World Watch/Burundi/Internet & Online Safety

Internet & Online Safety · Burundi

Online safety & content laws in Burundi (2026)

PartialLaw No. 1/10 of 16 March 2022 on the Prevention and Repression of Cybercriminality; National Communication Council (CNC) media oversight; ARCT telecommunications regulation (Decree-Law No. 100/112, 2012)Country index 66 · B

Burundi shaded by its internet & online safety status

Burundi regulates online content through a 2022 cybercrime law and a media law enforced by the CNC, but has no comprehensive online safety statute comparable to the EU DSA or UK OSA. The cybercrime law criminalises broad online speech acts including spreading rumours, and the CNC actively suspends online and digital media outlets. There is no dedicated data-protection law, platform-liability regime, or age-verification framework in force.

Key points

Cybercrime Law 2022

Law No. 1/10 of 16 March 2022 is the primary statute governing online content. Article 42 imposes 5–10 years' penal servitude and fines of 5–10 million BIF for disseminating online rumours capable of causing fear, uprising or violence — a provision widely criticised as a tool for suppressing digital dissent.

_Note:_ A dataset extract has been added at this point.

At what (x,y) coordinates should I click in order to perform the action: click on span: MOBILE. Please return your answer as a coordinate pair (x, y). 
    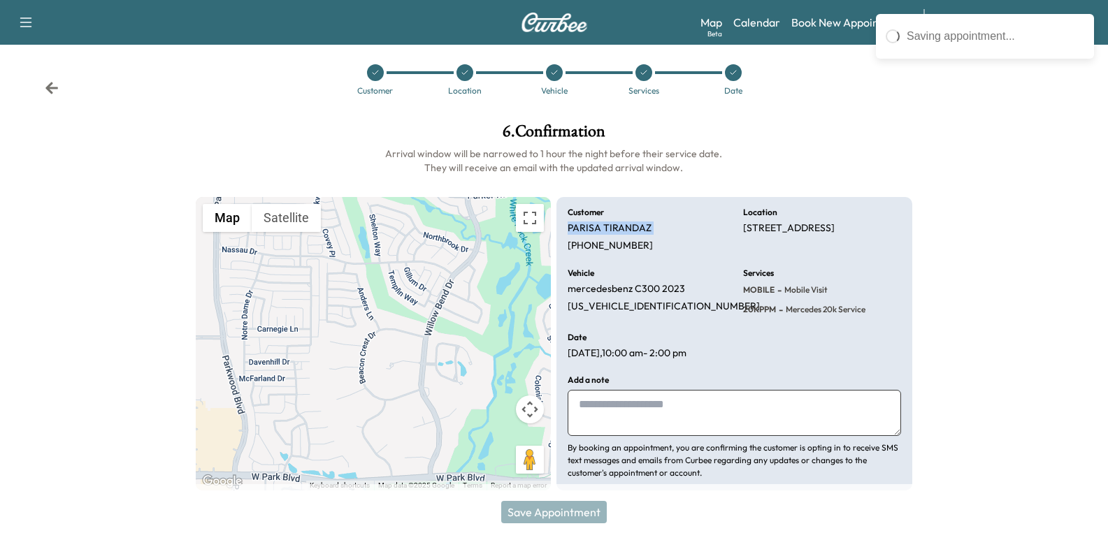
    Looking at the image, I should click on (758, 290).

CNC Online Media Oversight

The National Communication Council (CNC) regulates online media under the 2013 Media Law (updated 2024) and requires online news agencies to register. In March 2025 the CNC suspended the youth online platform Yaga Burundi and several other digital broadcasters for alleged non-compliance, demonstrating active enforcement against online publishers.

2024 Press Law Amendment

A revised press law enacted in July 2024 partially decriminalised press offences by removing custodial sentences for insults and harmful allegations, yet defamation and insult online remain subject to fines and the broader cybercrime law still carries criminal penalties for online speech.

No Dedicated Data-Protection or Platform-Liability Law

Burundi has no standalone data-protection statute; sectoral provisions in telecommunications, banking and health laws impose limited confidentiality obligations. No platform-liability or notice-and-takedown regime analogous to the EU DSA or comparable frameworks has been enacted.

Chilling Effect and Self-Censorship

Freedom House's Freedom in the World 2025 report and Reporters Without Borders both document pervasive self-censorship online, with journalists convicted for social-media posts (e.g., journalist Sandra Muhoza sentenced to 21 months over WhatsApp group posts). RSF ranked Burundi 119th out of 180 countries in its 2026 Press Freedom Index.

Regional Harmonisation Efforts

Burundi participates in EAC/IGAD-led discussions on harmonising regional cybersecurity, data-governance and digital-trade rules supported by the World Bank's EARDIP initiative, but no resulting regional instrument has been transposed into domestic law as of May 2026.